Never can say goodbye
I used to take it very personally when a friendship fizzled out. I would replay conversations in my head, wondering what I had done wrong and why they didn’t want to hang out with me anymore. As the years have passed, I’ve become more philosophical about it. I’m more in tune with my values, so I immediately notice when something isn’t quite right. As my friendships have got deeper, a superficial friendship stands out and if I’m honest, sometimes I am quietly relieved when it comes to an end.
Society often paints endings as a bad thing – as a failure, a sign that we didn’t put in enough effort, or in times of grief, as something only to be met with great sorrow. We’re taught to focus on starting things: new jobs, new projects, new relationships. Very few of us are taught how to end things well – how to say “this has run its course” without labelling ourselves or the other person as the villain of the story. But sometimes ending something can be the most courageous thing you can do. It’s a sign that you are fully aware of how you want to live and clear about what no longer has a place in your life.
Of course, we can’t always choose to end things. Some commitments are fixed or bound up in responsibilities and circumstances that are too tricky to navigate an immediate ending. But in other situations, we lack the courage – or maybe the language – to end a friendship, a job, a relationship, even a version of ourselves that no longer fits. We cling on, long after the joy, growth or alignment has gone, because the ending feels scarier than the discomfort that we’re already experiencing.
It’s an area I am fascinated by. Recently, I performed my own endings ritual: a deliberate moment of saying goodbye to parts of my life, parts of my personality and limiting beliefs that were no longer serving me. I sat with a notebook and wrote them down, one by one – roles I had outgrown, expectations I was tired of carrying, stories I had told myself for years about who I was “allowed” to be. I acknowledged how each of these had once supported me and then thanked them and let them go.
It was incredibly cathartic. There was something powerful about putting it on paper – seeing in black and white the things I no longer wanted to drag into my future. Writing became a way of drawing a line: this belongs to an old chapter, and I’m choosing to close that chapter now. That simple act gave me a new perspective and a lightness, a sense that I could lean more fully into how I want to live my life rather than how I used to live it.
Since then, I’ve been thinking about endings in a broader sense. Friendships that once revolved around a shared environment – a workplace, a course, a life stage – may naturally loosen when that context disappears. Identities that we have cherished – the reliable one, the fixer, the always‑available friend – might stop feeling true as we evolve. Recognising this isn’t a failure; it is information. It tells us we’ve grown.
What if we saw endings as part of the natural rhythm of a values‑led life? Some things arrive to stay, some to stretch us for a while, and some simply to walk alongside us for a particular chapter. When we honour that, we can let go with more grace. We can appreciate what a friendship, a role or a belief gave us, and still make the brave decision to say, “Thank you. That’s enough now.”
I no longer automatically see an ending as proof that something has gone wrong. More often, I see it as a sign that something in me has changed – that my values have sharpened, and that I’m paying closer attention to how alive, grounded and honest my life feels. The invitation today is to ask yourself whether there is anything in your life you would like to honour and say goodbye to. If you choose to end well, what might quietly begin in its place?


## What is required
Find every line below that contains the word "circle" and copy it out.

Segment Start: Entries supplied

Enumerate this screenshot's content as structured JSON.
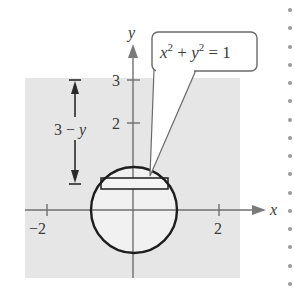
{
  "diagram": {
    "type": "geometry-figure",
    "colors": {
      "shaded_region": "#e6e6e6",
      "axes": "#6f6f6f",
      "curve": "#1e1e1e",
      "text": "#3a3a3a",
      "background": "#ffffff"
    },
    "axes": {
      "x_label": "x",
      "y_label": "y",
      "x_ticks": [
        {
          "value": -2,
          "label": "−2"
        },
        {
          "value": 2,
          "label": "2"
        }
      ],
      "y_ticks": [
        {
          "value": 2,
          "label": "2"
        },
        {
          "value": 3,
          "label": "3"
        }
      ]
    },
    "callout": {
      "text_parts": {
        "x": "x",
        "exp1": "2",
        "plus": " + ",
        "y": "y",
        "exp2": "2",
        "eq": " = 1"
      },
      "equation": "x^2 + y^2 = 1"
    },
    "dimension": {
      "label_num": "3",
      "label_minus": " − ",
      "label_var": "y",
      "label": "3 − y"
    },
    "shapes": {
      "circle": {
        "center": [
          0,
          0
        ],
        "radius": 1
      },
      "rectangle": "horizontal representative strip near top of circle",
      "region_top": 3
    }
  }
}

Segment End: Entries supplied

## Finished exercise
      "circle": {
      "rectangle": "horizontal representative strip near top of circle",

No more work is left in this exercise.